SatGate vs API Gateway Rate Limits
API Gateway rate limits throttle request volume. SatGate governs delegated agent authority: budget, route, tool, tenant, payment rail, evidence requirement, and revocation before the request executes.
Verdict
Rate limits answer “how many requests?” SatGate answers “is this agent allowed to spend this budget on this resource right now, and can we prove why?”
Where API Gateway rate limits is genuinely useful
- Basic traffic shaping: requests per second, bursts, quotas, usage plans, and abuse reduction.
- Protecting APIs from generic floods or accidental high-volume clients.
- Fitting into existing API gateway stacks such as AWS API Gateway, Kong, NGINX, Envoy, Apigee, or Tyk.
Where SatGate evaluates agent authority
- Deny, scope, meter, or require proof before the expensive call, tool invocation, or paid resource executes.
- Issue scoped, budgeted, revocable capability for an agent, task, session, tenant, or sub-agent instead of handing out broad static keys.
- Evidence Packs connect identity, delegated authority, policy, budget, route/tool, decision, and receipt into an audit-ready artifact.
- Model tokens, API credits, paid MCP tools, L402/x402-style access, prepaid budgets, and internal chargeback are policy inputs, not separate silos.
What to compare for agent governance
Routing, dashboards, billing caps, and rate limits are useful.
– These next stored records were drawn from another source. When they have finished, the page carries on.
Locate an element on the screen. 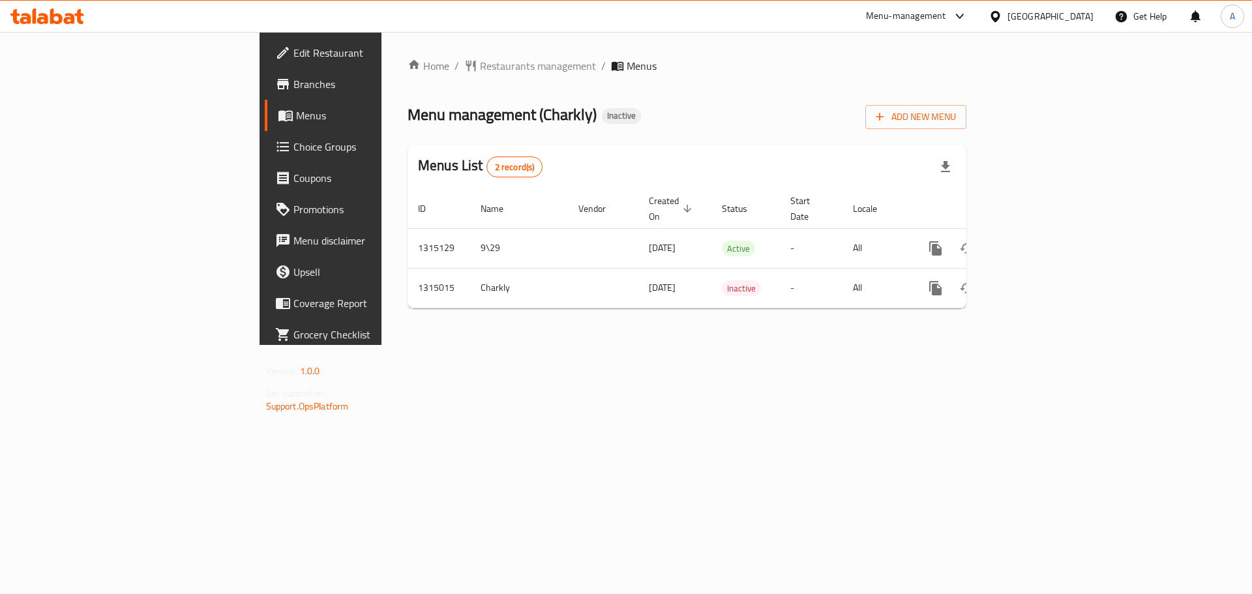 This screenshot has width=1252, height=594. a: Choice Groups is located at coordinates (366, 147).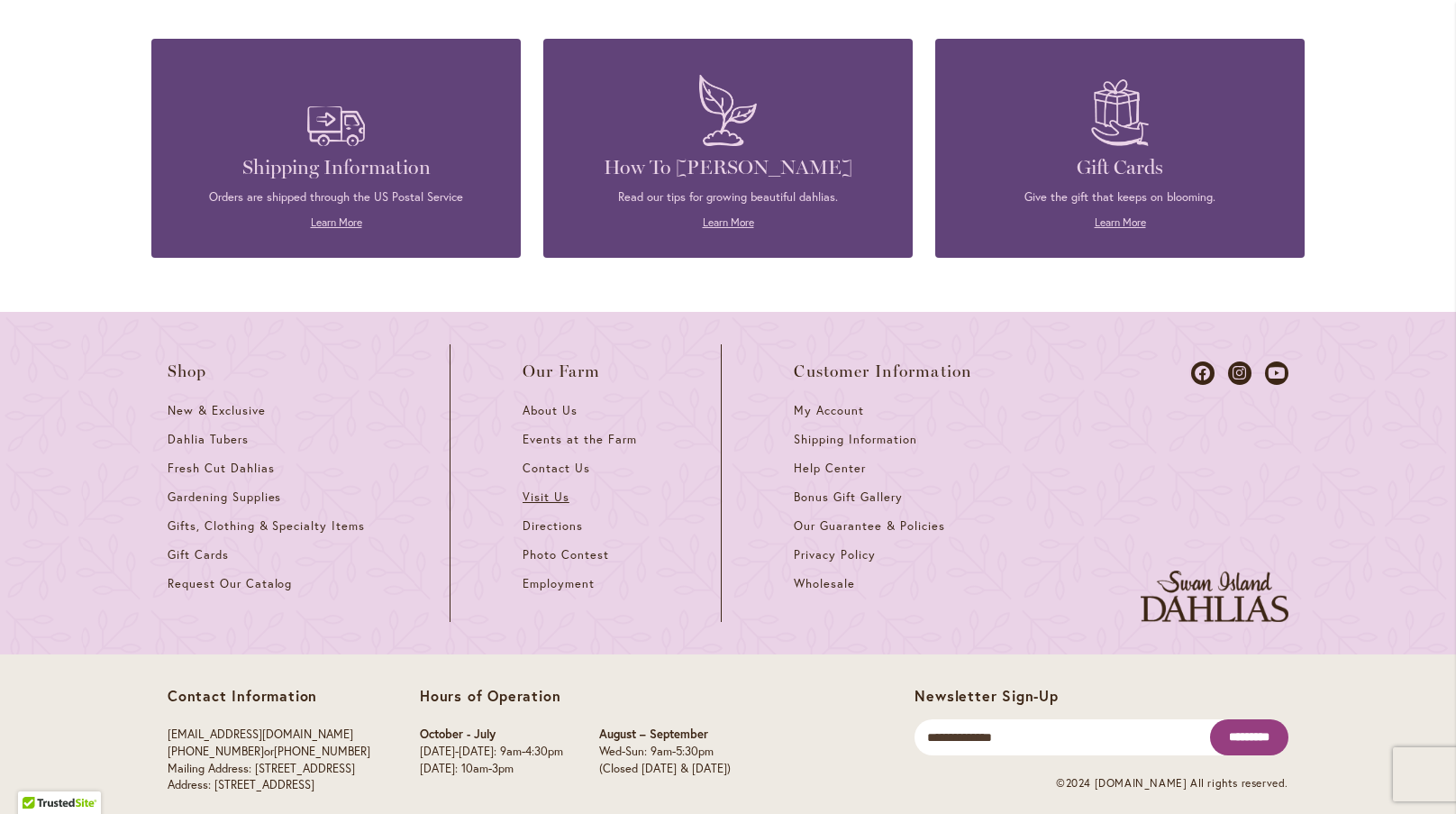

They are not the same as cross-provider, cross-rail, pre-execution authority for autonomous agents. SatGate makes the operational loop explicit: Observe the request, Control the delegated budget before execution, and Prove the outcome with an Evidence Pack receipt.
Why this matters in production
A quota is not a policy
“1000 requests/day” does not say whether a child agent was delegated authority for this tool, tenant, dataset, or paid route.
Agents need spend semantics
One request can cost one cent or one thousand dollars. Volume is the wrong control plane for economic risk.
MCP tools are not just URLs
Tool name, server, session, arguments, risk tier, and budget matter. A generic route limit loses the agent context.
Logs are not proof
Access logs provide raw event data. Evidence Packs are constructed around policy, authority, decision, and receipt.
FAQ
Should I remove API Gateway rate limits?
No. Keep them. SatGate adds agent-aware economic policy above blunt traffic controls.
What does SatGate know that a rate limit does not?
Delegated authority, remaining budget, MCP tool identity, route policy, paid-rail context, tenant, agent lineage, and evidence requirements.
Can SatGate run with existing gateways?
Yes. SatGate can sit before, beside, or behind existing gateway infrastructure depending on where enforcement belongs.
Dashboards explain what happened. SatGate controls what agents are allowed to do.
Put SatGate before the paid API call, MCP tool invocation, delegated sub-agent, or model spend. Give agents bounded authority, enforce it before execution, and leave an Evidence Pack when finance, security, or compliance asks why it happened.